Earlier this week, Poilievre pledged to use an allotted “opposition day” next week to present a motion in the House of Commons declaring lost confidence in Trudeau’s Liberal government. The Conservative leader has attempted to goad both Singh and the Bloc Leader Yves-Francois Blanchet into backing his motion and triggering an early election — something that can now happen due to Singh’s exit from his supply-and-confidence pact with Trudeau earlier this month. But neither leader has decided to bite: Blanchet told reporters Wednesday that even though he doesn’t support the Liberals, there are still concessions he would like to extract from them, such as increasing pension payments for seniors.



Singh said repeatedly Thursday that Trudeau has let Canadians down, and that he doesn’t “deserve” another chance. He didn’t say when he was prepared to offer voters that chance, but said in terms of his own demands that he would be looking for the Liberals to impose a cap on grocery prices for essential items. Singh’s principal secretary, Anne McGrath, told the Star at the NDP’s caucus retreat in Montreal last week that New Democrats still want to see the Trudeau government table a bill that would improve care for seniors.

Passing such legislation was one of the unfinished items in Singh and Trudeau’s governance deal; early work on crafting the bill had only cleared the consultation phase by the time the pact collapsed.
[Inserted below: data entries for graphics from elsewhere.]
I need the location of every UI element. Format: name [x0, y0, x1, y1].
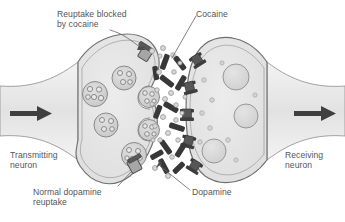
synapse-diagram: Reuptake blocked by cocaine Cocaine Tran…	[0, 0, 345, 222]
organelle	[223, 64, 249, 90]
dopamine-molecule	[151, 138, 155, 142]
vesicle-fusing	[139, 120, 160, 141]
dopamine-molecule	[157, 70, 162, 75]
cocaine-molecule	[172, 161, 186, 175]
label-normal-dopamine-reuptake: Normal dopamine reuptake	[33, 187, 102, 208]
dopamine-molecule	[161, 115, 166, 120]
dopamine-molecule	[153, 124, 158, 129]
dopamine-molecule	[158, 54, 162, 58]
cocaine-molecule	[168, 122, 185, 132]
organelle	[202, 139, 226, 163]
dopamine-molecule	[150, 102, 154, 106]
label-reuptake-blocked-by-cocaine: Reuptake blocked by cocaine	[57, 9, 127, 30]
dopamine-molecule	[166, 131, 171, 136]
dopamine-molecule	[176, 138, 181, 143]
dopamine-molecule	[169, 91, 174, 96]
cocaine-molecule	[159, 74, 175, 88]
dopamine-molecule	[161, 46, 166, 51]
dopamine-molecule	[150, 49, 155, 54]
dopamine-molecule	[174, 103, 179, 108]
dopamine-molecule	[174, 118, 179, 123]
dopamine-molecule	[178, 61, 182, 65]
dopamine-molecule	[155, 88, 160, 93]
dopamine-molecule	[153, 166, 158, 171]
dopamine-molecule	[158, 138, 163, 143]
dopamine-molecule	[180, 111, 184, 115]
vesicle	[94, 113, 118, 137]
label-receiving-neuron: Receiving neuron	[285, 150, 323, 171]
leader-cocaine	[172, 16, 196, 58]
vesicle	[112, 66, 136, 90]
organelle	[234, 104, 258, 128]
cocaine-molecule	[158, 158, 170, 175]
dopamine-molecule	[163, 97, 168, 102]
label-transmitting-neuron: Transmitting neuron	[10, 150, 58, 171]
dopamine-molecule	[172, 70, 177, 75]
dopamine-molecule	[170, 155, 175, 160]
label-cocaine: Cocaine	[196, 9, 228, 19]
label-dopamine: Dopamine	[192, 187, 232, 197]
vesicle	[83, 82, 108, 107]
dopamine-molecule	[183, 95, 187, 99]
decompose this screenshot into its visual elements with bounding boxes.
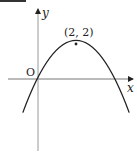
vertex-point [75, 43, 78, 46]
parabola-curve [23, 40, 129, 112]
parabola-diagram: (2, 2) O x y [0, 0, 137, 153]
origin-label: O [26, 66, 35, 79]
x-axis-label: x [127, 81, 134, 95]
vertex-label: (2, 2) [64, 26, 94, 39]
y-axis-label: y [41, 6, 49, 20]
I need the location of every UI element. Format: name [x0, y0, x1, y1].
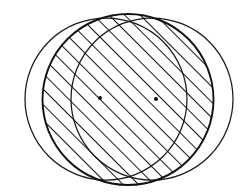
right-circle-center-dot	[154, 97, 158, 101]
circles-intersection-svg	[0, 0, 252, 196]
figure-canvas	[0, 0, 252, 196]
left-circle-center-dot	[98, 96, 102, 100]
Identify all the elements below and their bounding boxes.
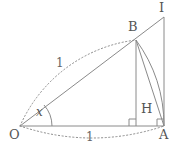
angle-label-x: x (36, 106, 43, 118)
arc-length-label-OB: 1 (56, 57, 64, 69)
point-label-A: A (159, 128, 168, 141)
point-label-O: O (9, 128, 20, 141)
right-angle-marker-H (129, 119, 136, 126)
geometry-figure: O A B H I 1 1 x (0, 0, 179, 155)
arc-length-label-OA: 1 (86, 131, 94, 143)
point-label-I: I (159, 1, 164, 14)
point-label-H: H (141, 102, 152, 115)
point-label-B: B (128, 20, 138, 33)
angle-arc-x (44, 105, 52, 126)
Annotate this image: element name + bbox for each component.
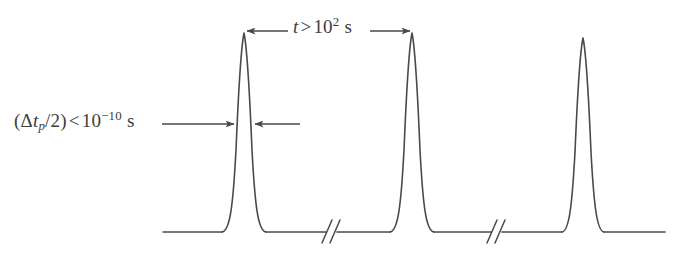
- pulse-width-close-paren: ): [60, 110, 67, 131]
- pulse-width-delta: Δ: [21, 110, 33, 131]
- pulse-width-exponent: −10: [101, 108, 122, 123]
- period-unit: s: [344, 16, 352, 37]
- period-mantissa: 10: [313, 16, 332, 37]
- pulse-trace-group: [163, 33, 665, 232]
- pulse-width-unit: s: [127, 110, 135, 131]
- period-exponent: 2: [333, 14, 340, 29]
- pulse-width-divider: /2: [45, 110, 60, 131]
- period-relation: >: [298, 16, 313, 37]
- pulse-width-mantissa: 10: [82, 110, 101, 131]
- pulse-width-relation: <: [67, 110, 82, 131]
- pulse-timing-figure: t>102 s (Δtp/2)<10−10 s: [0, 0, 676, 262]
- pulse-curve-3: [562, 38, 604, 232]
- pulse-curve-1: [222, 33, 266, 232]
- pulse-curve-2: [390, 33, 434, 232]
- period-label: t>102 s: [293, 14, 352, 38]
- pulse-width-label: (Δtp/2)<10−10 s: [14, 108, 135, 134]
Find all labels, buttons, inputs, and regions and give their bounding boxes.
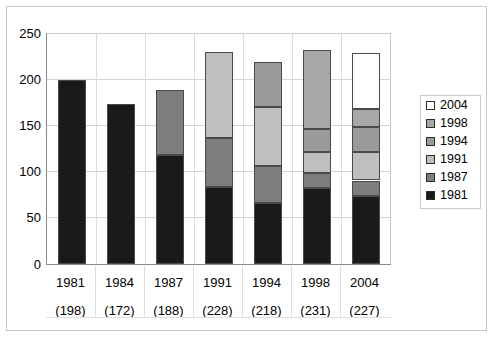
bar-segment-1987-1987[interactable] (156, 90, 184, 156)
y-tick-label-200: 200 (1, 73, 41, 86)
x-tick-label: 1987 (144, 276, 193, 289)
y-tick-label-50: 50 (1, 211, 41, 224)
bar-segment-2004-1998[interactable] (352, 109, 380, 127)
plot-area (46, 33, 391, 265)
bar-segment-2004-1981[interactable] (352, 196, 380, 264)
bar-2004[interactable] (352, 53, 380, 264)
x-total-label: (172) (95, 304, 144, 317)
legend-label: 1994 (440, 135, 468, 148)
bar-segment-1981-1981[interactable] (58, 80, 86, 264)
bar-1998[interactable] (303, 50, 331, 264)
x-category-1998: 1998 (231) (291, 266, 340, 317)
bar-segment-1998-1991[interactable] (303, 152, 331, 173)
x-total-label: (218) (242, 304, 291, 317)
legend-label: 1981 (440, 189, 468, 202)
legend-swatch-icon (426, 191, 435, 200)
legend-item-1994[interactable]: 1994 (426, 132, 480, 150)
bar-segment-1998-1987[interactable] (303, 173, 331, 188)
y-tick-label-150: 150 (1, 119, 41, 132)
bar-segment-1994-1994[interactable] (254, 62, 282, 107)
column-separator (96, 34, 97, 264)
bar-segment-1994-1991[interactable] (254, 107, 282, 165)
legend-swatch-icon (426, 119, 435, 128)
x-category-1984: 1984 (172) (95, 266, 144, 317)
x-category-1987: 1987 (188) (144, 266, 193, 317)
legend-item-1981[interactable]: 1981 (426, 186, 480, 204)
x-tick-label: 2004 (340, 276, 389, 289)
bar-segment-2004-1991[interactable] (352, 152, 380, 181)
bar-segment-1998-1994[interactable] (303, 129, 331, 151)
x-category-2004: 2004 (227) (340, 266, 389, 317)
bar-segment-2004-1994[interactable] (352, 127, 380, 152)
column-separator (145, 34, 146, 264)
legend-item-1991[interactable]: 1991 (426, 150, 480, 168)
x-tick-label: 1998 (291, 276, 340, 289)
x-tick-label: 1981 (46, 276, 95, 289)
x-total-label: (188) (144, 304, 193, 317)
legend: 2004 1998 1994 1991 1987 1981 (420, 95, 481, 209)
x-tick-label: 1991 (193, 276, 242, 289)
x-tick-label: 1994 (242, 276, 291, 289)
column-separator (292, 34, 293, 264)
chart-figure: 250 200 150 100 50 0 1981 (198) 1 (0, 0, 494, 338)
column-separator (194, 34, 195, 264)
x-tick-label: 1984 (95, 276, 144, 289)
column-separator (341, 34, 342, 264)
bar-1994[interactable] (254, 62, 282, 264)
bar-segment-1994-1987[interactable] (254, 166, 282, 203)
y-tick-label-250: 250 (1, 27, 41, 40)
bar-segment-1984-1981[interactable] (107, 104, 135, 264)
bar-segment-2004-1987[interactable] (352, 181, 380, 197)
legend-item-1998[interactable]: 1998 (426, 114, 480, 132)
bar-segment-1987-1981[interactable] (156, 155, 184, 264)
bar-segment-1991-1981[interactable] (205, 187, 233, 264)
bar-1991[interactable] (205, 52, 233, 264)
x-category-1994: 1994 (218) (242, 266, 291, 317)
x-category-1991: 1991 (228) (193, 266, 242, 317)
legend-label: 1991 (440, 153, 468, 166)
x-total-label: (231) (291, 304, 340, 317)
bar-1981[interactable] (58, 80, 86, 264)
bar-segment-1998-1981[interactable] (303, 188, 331, 264)
y-tick-label-0: 0 (1, 258, 41, 271)
legend-label: 2004 (440, 99, 468, 112)
x-total-label: (198) (46, 304, 95, 317)
x-axis: 1981 (198) 1984 (172) 1987 (188) 1991 (2… (46, 266, 391, 318)
x-axis-underline (46, 317, 391, 318)
bar-segment-1991-1987[interactable] (205, 138, 233, 187)
legend-label: 1998 (440, 117, 468, 130)
legend-item-2004[interactable]: 2004 (426, 96, 480, 114)
x-total-label: (228) (193, 304, 242, 317)
legend-swatch-icon (426, 173, 435, 182)
bar-1984[interactable] (107, 104, 135, 264)
column-separator (243, 34, 244, 264)
bar-segment-2004-2004[interactable] (352, 53, 380, 109)
bar-segment-1991-1991[interactable] (205, 52, 233, 137)
x-category-1981: 1981 (198) (46, 266, 95, 317)
legend-swatch-icon (426, 155, 435, 164)
bar-segment-1998-1998[interactable] (303, 50, 331, 130)
legend-swatch-icon (426, 101, 435, 110)
x-total-label: (227) (340, 304, 389, 317)
y-axis: 250 200 150 100 50 0 (0, 0, 41, 338)
bar-1987[interactable] (156, 90, 184, 264)
legend-item-1987[interactable]: 1987 (426, 168, 480, 186)
legend-swatch-icon (426, 137, 435, 146)
legend-label: 1987 (440, 171, 468, 184)
y-tick-label-100: 100 (1, 165, 41, 178)
bar-segment-1994-1981[interactable] (254, 203, 282, 264)
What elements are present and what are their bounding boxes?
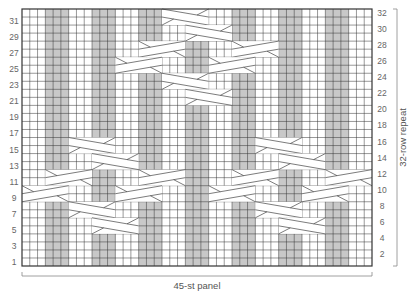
cable-cross bbox=[209, 186, 256, 202]
cable-cross bbox=[232, 170, 279, 186]
row-number: 22 bbox=[377, 88, 387, 98]
cable-cross bbox=[69, 138, 116, 154]
panel-width-label: 45-st panel bbox=[173, 280, 220, 291]
row-number: 4 bbox=[380, 233, 385, 243]
knitting-chart: 135791113151719212325272931 246810121416… bbox=[0, 0, 411, 301]
cable-cross bbox=[185, 89, 232, 105]
row-number: 16 bbox=[377, 137, 387, 147]
cable-cross bbox=[115, 57, 162, 73]
row-number: 19 bbox=[9, 112, 19, 122]
row-number: 13 bbox=[9, 161, 19, 171]
row-number: 7 bbox=[12, 209, 17, 219]
row-number: 27 bbox=[9, 48, 19, 58]
row-number: 10 bbox=[377, 185, 387, 195]
row-number: 15 bbox=[9, 145, 19, 155]
row-number: 14 bbox=[377, 153, 387, 163]
row-number: 5 bbox=[12, 225, 17, 235]
row-number: 6 bbox=[380, 217, 385, 227]
cable-cross bbox=[115, 186, 162, 202]
row-number: 8 bbox=[380, 201, 385, 211]
row-number: 30 bbox=[377, 24, 387, 34]
cable-cross bbox=[92, 154, 139, 170]
row-number: 9 bbox=[12, 193, 17, 203]
cable-cross bbox=[325, 170, 372, 186]
cable-cross bbox=[45, 170, 92, 186]
row-number: 1 bbox=[12, 257, 17, 267]
cable-cross bbox=[302, 186, 349, 202]
cable-cross bbox=[162, 9, 209, 25]
cable-cross bbox=[69, 202, 116, 218]
cable-cross bbox=[139, 41, 186, 57]
row-number: 17 bbox=[9, 128, 19, 138]
cable-cross bbox=[162, 73, 209, 89]
row-number: 2 bbox=[380, 249, 385, 259]
row-number: 3 bbox=[12, 241, 17, 251]
repeat-bracket: 32-row repeat bbox=[393, 9, 408, 266]
row-number: 23 bbox=[9, 80, 19, 90]
cable-cross bbox=[92, 218, 139, 234]
cable-cross bbox=[232, 41, 279, 57]
row-number: 11 bbox=[10, 177, 19, 187]
row-number: 26 bbox=[377, 56, 387, 66]
row-number: 28 bbox=[377, 40, 387, 50]
cable-cross bbox=[185, 25, 232, 41]
cable-cross bbox=[255, 202, 302, 218]
row-number: 12 bbox=[377, 169, 387, 179]
row-number: 24 bbox=[377, 72, 387, 82]
row-numbers-right: 2468101214161820222426283032 bbox=[377, 8, 387, 259]
row-number: 18 bbox=[377, 120, 387, 130]
row-number: 21 bbox=[9, 96, 19, 106]
row-number: 29 bbox=[9, 32, 19, 42]
row-numbers-left: 135791113151719212325272931 bbox=[9, 16, 19, 267]
cable-cross bbox=[279, 218, 326, 234]
cable-cross bbox=[22, 186, 69, 202]
cable-cross bbox=[255, 138, 302, 154]
row-number: 31 bbox=[9, 16, 19, 26]
row-number: 25 bbox=[9, 64, 19, 74]
cable-cross bbox=[139, 170, 186, 186]
row-number: 32 bbox=[377, 8, 387, 18]
cable-cross bbox=[279, 154, 326, 170]
panel-bracket: 45-st panel bbox=[22, 272, 372, 291]
row-number: 20 bbox=[377, 104, 387, 114]
cable-cross bbox=[209, 57, 256, 73]
row-repeat-label: 32-row repeat bbox=[397, 108, 408, 167]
Another bill — which lays out a framework for government-paid drug coverage and a plan to cover diabetes and birth control drugs and devices — is still being studied in the Senate. The passage of pharmacare legislation is a key priority for the New Democrats as a new session of Parliament gets underway, with Singh noting Thursday that Poilievre is “very much interested” in stopping the progress of the bill.

“They’re absolutely timing this vote right while pharmacare is in the Senate,” he said. Hours before Singh made his announcement on Parliament Hill, Poilievre took to social media to blast the NDP leader for his refusal to commit to taking down the Trudeau government, saying Singh “never shows up when it counts.”.